Every structure is made manifest through repetition, and repetition can fail. It can be interrupted, like a mechanism that jams and no longer produces the same effect, when its outcome becomes tied to a point of pain that can no longer be absorbed into the scene.

The question, then, is not whether structure changes, but what it is that truly repeats. Structure is not behavior, nor habit, nor what one thinks of oneself. It is the position from which one responds to lack, to the Other, and to desire. That is the stage.

The stage does not change. It is fixed in childhood: like a waiting that never ends, like a presence that is missing or invasive, like a violence that teaches one to withdraw.

That is the stage.

In adult life, what repeats is not the stage, but the scene.

This is not a single act, but a whole configuration of positions, roles, expectations, and ways of responding. The scene does not repeat facts. It repeats relations.

Seen closely, the scene reveals a constant form. A demand appears, whether in oneself or in the Other, as the way lack is articulated, and with it the movement begins. From there, a role is assumed that promises to answer it. From that position, one acts, not freely, but according to the logic of the place one has taken. Then comes the waiting, which is not passive but structural: one waits for recognition, confirmation, return.

When that return appears, however slight or distorted, the position stabilizes and produces a sense of coherence. The tension subsides, the scene dissolves, and remains in reserve, ready to repeat itself.

What, over time, comes to be mistaken for identity is nothing more than this stabilized repetition, sustaining the same role fixed in childhood.

Here the misunderstanding takes root. When one says that structure does not change, it is often heard as though nothing could change at all. But what repeats is not structure itself, but the attempt to respond to the demand of the Other in a predictable way. That attempt is not chosen. It is executed.

And it is precisely this execution that is now veiled. Not because structure has changed, but because the relation to lack has been altered. The subject no longer learns to confront it, but to evade it. Discomfort is cut off before it can take shape.

The mechanism is easy enough to recognize: the endless drift of images, consumption without pause, the immediate discharge of any tension. Not as an occasional distraction, but as a regime, an environment designed so that lack never becomes visible and discomfort cannot be sustained long enough to be known.

Under such conditions, repetition does not disappear. It becomes opaque. And precisely for that reason, when it does become visible — when it is not immediately covered over — the only possibility of change appears.

Change does not begin in understanding, nor in a reinterpretation of one’s own history.

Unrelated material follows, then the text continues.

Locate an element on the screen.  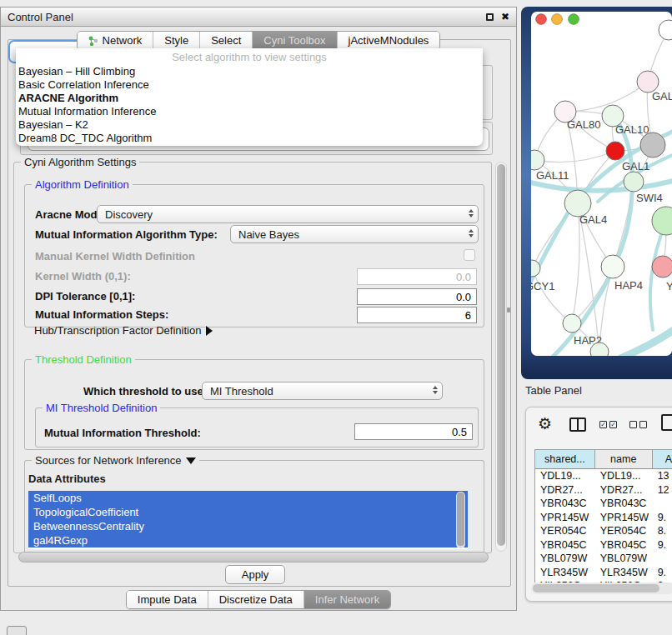
table-panel-title: Table Panel is located at coordinates (554, 390).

It begins at a far smaller point: when the sequence does not complete itself.

But here something else takes place. When the sequence is obstructed — by an irruption that cannot be symbolized or absorbed, what Lacan called the Real — the demand is registered, the impulse is felt, yet the response does not follow. No movement unfolds. Something halts the execution, as though that path led toward a point of already known pain. The provocation arrives and passes without reply.

The sequence does not close.

What follows is not relief, but discomfort. Guilt appears, and anxiety, and disorientation, together with the sense of having failed at something that was never even spoken. The subject finds himself out of place.

That discomfort does not indicate error. It indicates interruption. And if the sequence is not prematurely sealed once more, something begins to show itself:

The Other does not collapse.

The demand does not disappear. It shifts, redirects, and continues without you. And in that displacement, something precise is revealed: the role that seemed necessary never was. It was functional, a piece within a circuit, not an irreplaceable position.

This recognition does not erase the impulses that sustained the sequence. They remain there as potential, like a code that can be executed at any moment. What changes is not their existence, but their execution. The structure remains. Lack remains. The logic that organizes desire remains intact.

Something stops. Not the structure, but obedience to it.

By suspending the reflex act before demand, an interval appears, a space without clear instructions where repetition no longer operates automatically. It is there that one’s own desire may emerge.

It is a subtle transformation, almost imperceptible, yet sufficient. The subject does not change, and neither does the Other.

And yet, alter the relation to lack, and the entire world is transformed with it.